Regarding the New York Times Readers Center
To: Clifford Levy
CC: A. G. Sulzberger
Cliff,
I have been a loyal New York Times reader for more than 45 years. I had two newspaper routes in Cleveland as a boy, one for a morning paper and one evening, and the first and most important thing I bought with that money was the Times on Sunday and Tuesday.
I am troubled by the description of the Readers Center position here:
http://www.nytco.com/introducing-the-reader-center/
In particular the following line.
“Collaborating with our marketing department to showcase the value of Times journalism.”
The job of the Public Editor as I am I think most readers have understood it, was to be an advocate for the Readers and to publicly take the Times editors and management to task when they screwed up, to put it plainly.
The job of the Readers editor would seem to be the opposite of that, going by the posted description.
Having the new Readers Center working with marketing is crossing a red line in journalism which should never be crossed.
I should not have to remind you, but the present circumstances indicate the necessity of so doing:
Journalists should:
– Deny favored treatment to advertisers, donors or any other special interests, and resist internal and external pressure to influence coverage.
– Distinguish news from advertising and shun hybrids that blur the lines between the two. Prominently label sponsored content.
Society of Professional Journalists Code of Ethics
The Public Editor position went a long way to restoring trust and the Times brand inflicted by inaccurate reporting and lack of editorial responsibility and oversight inflicted by, particularly, the false reporting in the run-up to the Iraq War, and it wasn’t just Judy Miller, though you sacrificed her, not undeservedly perhaps, and Jayson Blair.

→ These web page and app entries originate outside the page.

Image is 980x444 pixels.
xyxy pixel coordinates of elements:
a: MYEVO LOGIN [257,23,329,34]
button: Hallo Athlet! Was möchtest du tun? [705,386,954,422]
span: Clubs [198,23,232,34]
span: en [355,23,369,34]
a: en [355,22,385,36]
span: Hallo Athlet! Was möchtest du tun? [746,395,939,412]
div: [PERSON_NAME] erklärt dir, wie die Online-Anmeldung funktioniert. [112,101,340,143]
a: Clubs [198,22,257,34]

Firing the Public Editor and then hiring a new “Readers Center” with the same brief, except for responsibility to represent the views of advertisers rather than those of readers, is a terrible idea in every way, moral, ethical, journalistic, and inflicts incalculable damage already on the Time’s already damaged reputation. The excuse that firing the Public Editor and eliminating that position was a cost-cutting measure seems untenable given that a new role, with a similar brief, was immediately established. With the critical and all-important distinction noted above. Going from being responsible for the insuring the journalistic integrity of the Times to overtly and self-admittedly being a shill and a mouthpiece for upper management and advertisers.
These are self-inflicted wounds, folks, what are you doing? Are you shorting the stock and hoping to make the Times fail? Or is this simply another unforced error committed for no conceivable good reason?
sincerely,
Henry Edward Hardy
former Senior Systems Administrator
Tufts University*
* institutional affiliation for identification purposes only
blog: https://scanlyze.org
Please do not hesitate to contact me if you have any questions, need more information, or wish to discuss the issue further.

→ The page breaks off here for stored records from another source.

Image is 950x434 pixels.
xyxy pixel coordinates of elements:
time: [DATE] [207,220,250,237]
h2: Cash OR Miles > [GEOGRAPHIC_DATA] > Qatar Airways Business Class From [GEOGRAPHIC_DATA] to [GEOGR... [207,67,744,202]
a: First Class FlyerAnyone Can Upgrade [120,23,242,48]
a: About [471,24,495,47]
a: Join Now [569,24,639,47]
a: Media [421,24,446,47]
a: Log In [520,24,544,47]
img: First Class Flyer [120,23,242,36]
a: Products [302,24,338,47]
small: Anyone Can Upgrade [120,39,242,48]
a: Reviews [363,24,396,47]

Copyright © 2017 Henry Edward Hardy
Comcast versus the Net
The following is written in response to: Comcast: We’re Delaying, Not Blocking, BitTorrent Traffic on the Bits blog at nytimes.com.
The allegation made against Comcast by the Electronic Frontier Foundation and reported by the Associated Press is that Comcast have allegedly been inserting forged reset (RST) packets into the datastream. This is not analogous to delaying a call. It is more analogous to the company disconnecting a call in mid-sentence because they have been listening in and classifying the type of conversation and don’t like what is being discussed or think it is likely a waste of time.
This is unethical if it is being done and also goes against the Internet technical documents, the RFC’s. Further there are several potential legal issues including potential violations of the:
* Electronic Communications Privacy Act 18 USC § 2510.
* General Prohibition Against Traces and Traps 18 USC § 3121.
* The Computer Fraud and Abuse Act, 18 U.S.C. § 1030.
* The Cable TV Privacy Act of 1984, 47 U.S.C. § 551.
* State statutes such as Michigan statue Fraudulent Access to Computers, Computer Systems, and Computer Networks, MCL 795.791.
Whatever Comcast routing and Quality of Service provisions are in effect should be fully spelled out and transparent to regulators, internet technical experts and the general public so that citizens can make an informed choice about whether they want their internet unsurveilled, uncensored and uninterrupted… or whether they want Internet which is “Comcastic”.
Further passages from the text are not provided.